Hearts beat Falkirk 3-0 at Tynecastle Park on Wednesday night, but the result was not enough to keep the title race in their hands. A penalty for Celtic deep into stoppage time at Fir Park changed the equation and left Derek McInnes' side needing to win or draw at Celtic Park on Saturday to take the league.
The match against Falkirk was played out in front of a crowd that turned Tynecastle unusually loud and festive, with flags, scarves, a tifo and fireworks all around the ground. What had felt like a night of celebration for supporters chasing Hearts' first league title in 66 years quickly became a wait for the fallout from elsewhere, and by the end of the evening the focus had shifted from Edinburgh to Glasgow.
McInnes did not hide how quickly the mood changed. “I’d heard there was a 96-minute penalty. I didn’t need to ask who for,” he said, summing up the reaction among Hearts supporters who believe decisions have repeatedly gone against them. The feeling has been sharpened by a history of contentious officiating calls, and this latest twist has only deepened the anger around referee decisions.
The frustration is not coming from one moment alone. On May 13, 2026, Hearts hosted Rangers and a handball incident in the 17th minute became another flashpoint. Marc Leonard launched a throw into the Rangers box, Stuart Findlay challenged for the ball and it hit Dujon Sterling in the elbow. Andrew Dallas checked the incident on VAR and cleared it because he thought it had struck Sterling's shoulder. It was later reported that the decision was highlighted in feedback to referees as a good example of how the handball rule worked.
That sequence, coming 36 miles from Celtic Park and now followed by the late penalty at Fir Park, has fed a sense among Hearts fans that the margins have not broken evenly for them. The club still has a chance to finish the job, but the task is now bluntly defined: Hearts must win or draw at Celtic Park to be champions.
For McInnes and his players, Saturday is no longer about protecting a position. It is about recovering one after a week that turned on a whistle in stoppage time and a VAR review from days earlier. The title is still there to be won, but Hearts no longer control whether it arrives.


> _WHAT NEEDS TO BE DONE_
Your job is to return every line in the data holding the string "pixels".

------------------------------

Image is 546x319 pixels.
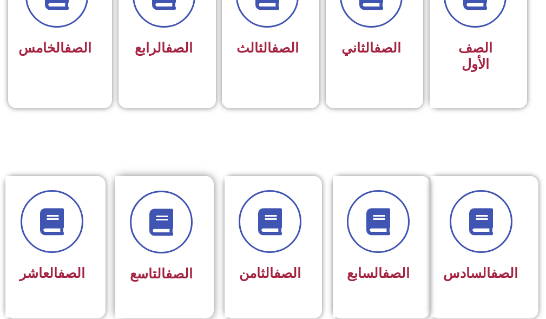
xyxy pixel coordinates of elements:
span: التاسع [130,266,193,281]
a: الصف [58,265,85,281]
span: الخامس [18,40,91,56]
span: الثامن [239,265,301,281]
span: السابع [347,265,410,281]
span: الثالث [237,40,299,56]
a: الصف [272,40,299,56]
a: الصف [166,40,193,56]
span: العاشر [19,265,85,281]
a: الصف [383,265,410,281]
a: الصف [374,40,401,56]
span: الثاني [342,40,401,56]
span: السادس [443,265,518,281]
a: الصف [64,40,91,56]
span: الرابع [135,40,193,56]
a: الصف [491,265,518,281]
a: الصف [166,266,193,281]
a: الصف [274,265,301,281]
span: الصف الأول [458,40,493,72]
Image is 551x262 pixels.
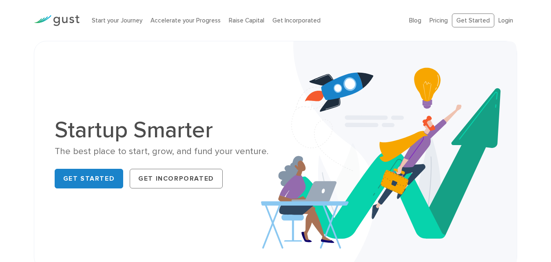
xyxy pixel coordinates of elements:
h1: Startup Smarter [55,118,270,141]
div: The best place to start, grow, and fund your venture. [55,145,270,157]
a: Get Started [452,13,495,28]
a: Blog [409,17,422,24]
a: Get Incorporated [130,169,223,188]
a: Login [499,17,513,24]
a: Raise Capital [229,17,265,24]
a: Accelerate your Progress [151,17,221,24]
a: Get Incorporated [273,17,321,24]
a: Pricing [430,17,448,24]
a: Get Started [55,169,124,188]
a: Start your Journey [92,17,142,24]
img: Gust Logo [34,15,80,26]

------------------------------

> _RESULT OF THIS TASK_
Image is 546x319 pixels.
Image is 551x262 pixels.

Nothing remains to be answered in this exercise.